In The Water Dancer, Coates’ play with the details of history is liberal and strategic. Coates creates a fictional world that violates the “realist protocols of history,” moving toward more discerning models of contemporary political agency. Coates takes full advantage of the postmodern turn toward the incredulity of narratives of the past while advancing the “world making” power of representation. Coates incorporates the time-bending narrative and aesthetic device of “conduction” that allows both the novel’s protagonist, Hiram, and contemporary readers to traffic back and forth across time and social space in ways that dislodge racial identities from the “ontological might” of race underwritten by the history of slavery and its (mis)representations. For both Hiram and contemporary readers, the epic journey back and forth through the protagonist’s buried social memory holds a cracked mirror to the surface of the most coveted principles of our pluralist, racial democracy. Readers are situated at the vexed intersection of the text’s imaginative rendering of the nation’s historical past of racial slavery and what coheres, somewhere between the pages of the novel and the reader’s imagination, as outmoded progressive narratives (like freedom, equality, racial emancipation, etc.) that shaped the post-Emancipation racial imagination.

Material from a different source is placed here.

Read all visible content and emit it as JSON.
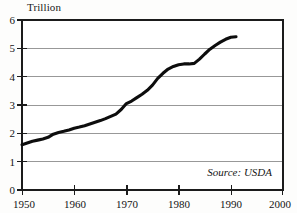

Ultimately, Coates highlights the status of Black freedom as an enigma wrapped in a riddle, an ideological proposition that hides a disjunction between its symbolic form and practical substance for those invited to live “freely” after an experience that negates (and moreover, has done so systematically) the concept of an autonomous self. Hiram’s journey from “finding freedom” to “living free” is far from allegorical; its moral and political lessons are embodied. What’s more, the eruptions, evasions, and abrupt transitions that characterize Hiram’s experiences with conduction work through the reader’s racial imagination to disassemble and renegotiate the terms of Black freedom in ways that are attuned to both the traumatic legacy of US chattel slavery and its contemporary effects. From this imaginative space, history and the contemporary moment are no longer anchors; they shore up as guideposts.

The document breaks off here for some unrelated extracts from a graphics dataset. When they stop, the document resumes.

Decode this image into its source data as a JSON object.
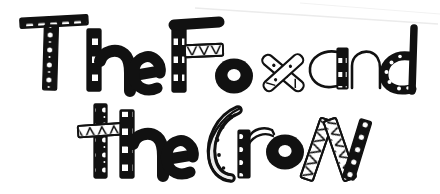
{
  "artwork": {
    "kind": "hand-drawn-decorative-title",
    "medium": "black-ink-doodle-lettering",
    "background_color": "#ffffff",
    "ink_color": "#111111",
    "full_text": "The Fox and the Crow",
    "canvas": {
      "width": 440,
      "height": 194
    }
  },
  "lines": [
    {
      "id": "line-1",
      "text": "The Fox and",
      "words": [
        "The",
        "Fox",
        "and"
      ]
    },
    {
      "id": "line-2",
      "text": "the Crow",
      "words": [
        "the",
        "Crow"
      ]
    }
  ],
  "letters": [
    {
      "id": "letter-T-cap",
      "char": "T",
      "line": 1,
      "word": "The",
      "pattern": "white-dashes-and-dots-on-black"
    },
    {
      "id": "letter-h-1",
      "char": "h",
      "line": 1,
      "word": "The",
      "pattern": "checkerboard-stem-solid-arch"
    },
    {
      "id": "letter-e-1",
      "char": "e",
      "line": 1,
      "word": "The",
      "pattern": "solid-black"
    },
    {
      "id": "letter-F-cap",
      "char": "F",
      "line": 1,
      "word": "Fox",
      "pattern": "checkerboard-stem-zigzag-crossbar"
    },
    {
      "id": "letter-o-1",
      "char": "o",
      "line": 1,
      "word": "Fox",
      "pattern": "solid-black-ring"
    },
    {
      "id": "letter-x-1",
      "char": "x",
      "line": 1,
      "word": "Fox",
      "pattern": "outlined-crossed-strokes"
    },
    {
      "id": "letter-a-1",
      "char": "a",
      "line": 1,
      "word": "and",
      "pattern": "outlined-bowl-checkerboard-stem"
    },
    {
      "id": "letter-n-1",
      "char": "n",
      "line": 1,
      "word": "and",
      "pattern": "outlined-arch"
    },
    {
      "id": "letter-d-1",
      "char": "d",
      "line": 1,
      "word": "and",
      "pattern": "dotted-bowl-solid-stem"
    },
    {
      "id": "letter-t-low",
      "char": "t",
      "line": 2,
      "word": "the",
      "pattern": "dotted-stem-zigzag-crossbar"
    },
    {
      "id": "letter-h-2",
      "char": "h",
      "line": 2,
      "word": "the",
      "pattern": "checkerboard-stem-solid-arch"
    },
    {
      "id": "letter-e-2",
      "char": "e",
      "line": 2,
      "word": "the",
      "pattern": "solid-black"
    },
    {
      "id": "letter-C-cap",
      "char": "C",
      "line": 2,
      "word": "Crow",
      "pattern": "outlined-crescent-with-dots"
    },
    {
      "id": "letter-r-1",
      "char": "r",
      "line": 2,
      "word": "Crow",
      "pattern": "dotted-stem-outlined-arm"
    },
    {
      "id": "letter-o-2",
      "char": "o",
      "line": 2,
      "word": "Crow",
      "pattern": "solid-black-ring"
    },
    {
      "id": "letter-W-cap",
      "char": "W",
      "line": 2,
      "word": "Crow",
      "pattern": "zigzag-and-dotted-strokes"
    }
  ],
  "artifacts": [
    {
      "id": "scan-streak",
      "description": "faint diagonal scan line across upper right",
      "color": "#e8e8e8"
    }
  ]
}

MAGGIE RYAN SANDFORD writer

Maggie Ryan Sandford is a writer, researcher, performer, and multimedia producer on a mission to increase educational equity and scientific literacy through the intersection of art and science. Work highlights include Smithsonian, National Geographic, McSweeney’s, ComedyCentral.com, and museums, stages, radio, and television programs around the world. Research highlights include work with the National Science Foundation and National Institutes of Health. Her first book, Consider the Platypus: Evolution through Biology’s Most Baffling Beasts is out now (Hachette, 2019).


Maggie was featured in Issue 003: FALLOW of Stillpoint Magazine with her essay Nothing for Nobody.

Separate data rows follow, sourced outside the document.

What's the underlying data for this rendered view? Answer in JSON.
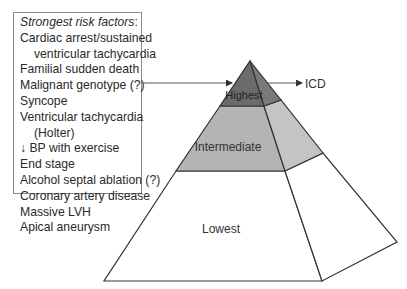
{
  "risk_box": {
    "heading": "Strongest risk factors",
    "heading_suffix": ":",
    "items": [
      {
        "text": "Cardiac arrest/sustained",
        "indent": false
      },
      {
        "text": "ventricular tachycardia",
        "indent": true
      },
      {
        "text": "Familial sudden death",
        "indent": false
      },
      {
        "text": "Malignant genotype (?)",
        "indent": false
      },
      {
        "text": "Syncope",
        "indent": false
      },
      {
        "text": "Ventricular tachycardia",
        "indent": false
      },
      {
        "text": "(Holter)",
        "indent": true
      },
      {
        "text": "↓ BP with exercise",
        "indent": false
      },
      {
        "text": "End stage",
        "indent": false
      },
      {
        "text": "Alcohol septal ablation (?)",
        "indent": false
      },
      {
        "text": "Coronary artery disease",
        "indent": false
      },
      {
        "text": "Massive LVH",
        "indent": false
      },
      {
        "text": "Apical aneurysm",
        "indent": false
      }
    ]
  },
  "pyramid": {
    "tiers": [
      {
        "label": "Highest",
        "color": "#6b6b6b"
      },
      {
        "label": "Intermediate",
        "color": "#b4b4b4"
      },
      {
        "label": "Lowest",
        "color": "#ffffff"
      }
    ],
    "outcome_label": "ICD"
  }
}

PROFESSOR JERMAINE SINGLETON writer

Jermaine Singleton is Professor of English at Hamline University. His essays appear in College Literature, MAWA Review, Journal of the Midwest Modern Languages Association, James Baldwin’s Go Tell It on the Mountain: Historical and Critical Essays (2005), and Black Cultural Production After Civil Rights (2019). He is the author of Cultural Melancholy: Readings of Race, Impossible Mourning, and Ritual by the University of Illinois Press (2015). He is currently completing a book manuscript titled The New Traffic in Blackness: Essays on Race, Neoliberalism, and Popular Culture.


Jermaine was featured in Issue 005: DAZE of Stillpoint Magazine with his essay Beyond Shadow Boxing: Reflections on the Matrix of Race in the Post-Floyd Era of Racial Protest and in Issue 001: FANTASY with Out of the Hands of Others’ Fantasies: Minority Mental Health in the Eye of Neoliberalism’s Storm.

SUMMER (DI) XU photographer

Summer Xu is Digital Marketing Associate at Stillpoint Magazine and Stillpoint Engage, a photography and film enthusiast currently based in Minneapolis. She is a founding member of In Light of Shadows, a platform that empowers and connects Chinese female creators.